A curious field of speculation, on this sanative power in the physical constitution of man, lies open to out view, had we time to pursue it, in contemplating the habits, customs, and manners of the North American Indian. Guided by the simple dictates of nature, he gratifies his appetite with such food as comes most readily within his reach, and slakes his thirst at the first mountain brook. Sometimes, for days, he lies sleeping in his smoky wigwam without the means of appeasing hunger; then rises and follows his game with the fierceness of a tiger, until the object of his pursuit is overtaken; after which, with the voracity of a dog, he loads his stomach with food sufficient to satisfy the cravings of nature, for as many days as he had previously fasted, and again betakes himself to sleep and inactivity. With all this irregularity, he is a total stranger to lingering complaints, and to that numerous as well as fashionable class of diseases denominated "Nervous." That formidable ailment, Dyspepsia, which, like a fiend, has, for the last few years pervaded the whole land, is unknown to the Indian; having its origin in the abuses introduced by civilization and refinement. But to return:

Suppose, for the sake of argument, that a man who daily uses tobacco, enjoys equal health with one who uses none, and is no more liable to disease; let him once be attacked by disease, and then it will be far more difficult to remove it, than to do so in one free from such habit.

This will appear from the following considerations[:]

Remedial agents ordinarily act on the system, by exciting the living power through the medium of the nerves; hence when these have long been deadened by the habitual use of any narcotic, common sense, aside from the lights of science and philosophy, would teach us the difficulty of making an impression on a system whose nerves had thus been previously paralyzed.

Perhaps the man, who daily drinks ardent spirit, may, from the greater insensibility of his system, in some cases escape sickness as long as the most temperate, (though this is by no means a common fact); yet, let disease once commence, and then we learn, by painful experience, the disadvantage of having broken down the nervous system by needless and vicious excess.

Tobacco is acknowledged to be one of the most deadly of the vegetable narcotics: yet experience proves that the nerves, by habit, become so accustomed to its stimulus, that it in a great measure loses its power. How then can we hope with ordinary remedies to make an impression, when even this powerful agent has itself lost its proper and natural effect?

The unparalleled mortality of the great epidemic of 1812 and 1813, was in a good measure owing to the immense quantities of ardent spirit consumed by the victims of that fatal malady. In the town in which I then resided, about forty adults died in the course of the winter and spring; and most of those were in the habit of using ardent spirit freely. And though numbers of temperate persons were attacked, yet many of these recovered; while every instance within my knowledge, where an intemperate person was attacked with this formidable disease, it proved fatal.

The ravages of the cholera in India and Persia, since 1816: and in the North of Europe, for the last eighteen months; settle the point in question beyond reasonable doubt. In one hundred cases where the cholera proved fatal, ninety of them had been in the liberal use of ardent spirit. And this fact should be carefully noted, when this formidable disease has reached Great Britain, and threatens us with its visitation.

If then the habitual use of alcohol, by exhausting the nervous energy, predisposes the system to disease, and at the same time renders the disease, when it has commenced, so much more intractable; what shall be said of the common use of tobacco, which is allowed by all to be a still more deadly poison, and of course must exhaust the power of the nerves in a proportionate degree?

A female, aged 27 years, was attacked in December 1829 with a sore mouth, accompanied with diarrhœa and profuse salivation. These complaints continued to increase, notwithstanding the application of a variety of remedies, prescribed by her medical attendant, until the 5th of March following, when I was called to take charge of the patient. She was much emaciated. The discharge from the bowels continued unabated, and was often attended with severe pain and great prostration of strength. The salivation was accompanied with a burning or scalding sensation in the mouth and stomach, which proved excessively irritating to the patient, as well as perplexing to me. On examining her case, I found the nervous system entirely deranged and much broken by the habit of smoking, which she had practiced to great excess from the age of eleven years. I learned, to my surprise and regret, that she commenced this habit, which afterwards cost her so much suffering, by the advice of some wise member of the Faculty, who had prescribed it for some slight derangement of the stomach.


● What is needed: Every line of the following records that includes "arrow" should be copied.

● Excerpted records:

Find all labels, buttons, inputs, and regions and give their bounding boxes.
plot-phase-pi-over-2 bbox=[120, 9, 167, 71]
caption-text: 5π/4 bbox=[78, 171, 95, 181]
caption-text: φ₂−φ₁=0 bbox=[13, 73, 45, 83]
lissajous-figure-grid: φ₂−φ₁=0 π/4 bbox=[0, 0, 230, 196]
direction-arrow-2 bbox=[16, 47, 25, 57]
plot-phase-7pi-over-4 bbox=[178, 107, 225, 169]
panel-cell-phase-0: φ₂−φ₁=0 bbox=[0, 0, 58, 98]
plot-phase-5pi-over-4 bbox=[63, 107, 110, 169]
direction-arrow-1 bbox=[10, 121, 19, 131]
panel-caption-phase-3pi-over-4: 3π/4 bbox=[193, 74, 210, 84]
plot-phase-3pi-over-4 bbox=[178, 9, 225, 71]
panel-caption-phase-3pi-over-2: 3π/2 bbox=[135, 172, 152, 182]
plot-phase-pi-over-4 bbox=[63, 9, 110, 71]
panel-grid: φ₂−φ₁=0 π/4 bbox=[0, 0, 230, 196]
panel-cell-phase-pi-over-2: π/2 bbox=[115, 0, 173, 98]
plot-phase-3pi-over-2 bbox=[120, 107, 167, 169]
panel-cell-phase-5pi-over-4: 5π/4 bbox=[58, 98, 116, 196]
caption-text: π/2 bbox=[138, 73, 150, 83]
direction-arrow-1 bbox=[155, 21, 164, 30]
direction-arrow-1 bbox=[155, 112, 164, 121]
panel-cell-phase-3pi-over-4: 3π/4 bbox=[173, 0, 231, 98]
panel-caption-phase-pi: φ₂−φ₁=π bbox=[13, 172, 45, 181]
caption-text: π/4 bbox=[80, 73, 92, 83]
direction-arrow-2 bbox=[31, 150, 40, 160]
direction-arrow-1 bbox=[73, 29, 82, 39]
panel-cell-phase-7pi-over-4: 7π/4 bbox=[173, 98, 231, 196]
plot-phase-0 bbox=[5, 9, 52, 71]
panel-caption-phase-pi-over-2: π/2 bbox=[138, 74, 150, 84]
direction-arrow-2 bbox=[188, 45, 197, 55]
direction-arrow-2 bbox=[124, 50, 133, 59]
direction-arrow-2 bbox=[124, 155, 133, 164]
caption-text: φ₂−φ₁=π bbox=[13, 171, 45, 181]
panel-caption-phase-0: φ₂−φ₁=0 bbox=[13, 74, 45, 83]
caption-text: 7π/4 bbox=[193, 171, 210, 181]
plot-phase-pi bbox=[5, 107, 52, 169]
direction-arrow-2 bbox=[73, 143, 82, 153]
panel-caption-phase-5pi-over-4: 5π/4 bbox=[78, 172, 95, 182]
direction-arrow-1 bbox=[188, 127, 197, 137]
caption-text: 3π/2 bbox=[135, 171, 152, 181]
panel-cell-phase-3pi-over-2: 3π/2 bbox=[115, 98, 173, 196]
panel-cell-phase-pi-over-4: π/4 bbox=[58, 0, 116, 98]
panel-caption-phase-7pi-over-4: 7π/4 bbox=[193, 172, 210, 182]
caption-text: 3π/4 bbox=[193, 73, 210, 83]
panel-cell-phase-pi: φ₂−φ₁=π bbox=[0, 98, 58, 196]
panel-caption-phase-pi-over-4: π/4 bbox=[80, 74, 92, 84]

● Result of this exercise:
direction-arrow-2 bbox=[16, 47, 25, 57]
direction-arrow-1 bbox=[10, 121, 19, 131]
direction-arrow-1 bbox=[155, 21, 164, 30]
direction-arrow-1 bbox=[155, 112, 164, 121]
direction-arrow-2 bbox=[31, 150, 40, 160]
direction-arrow-1 bbox=[73, 29, 82, 39]
direction-arrow-2 bbox=[188, 45, 197, 55]
direction-arrow-2 bbox=[124, 50, 133, 59]
direction-arrow-2 bbox=[124, 155, 133, 164]
direction-arrow-2 bbox=[73, 143, 82, 153]
direction-arrow-1 bbox=[188, 127, 197, 137]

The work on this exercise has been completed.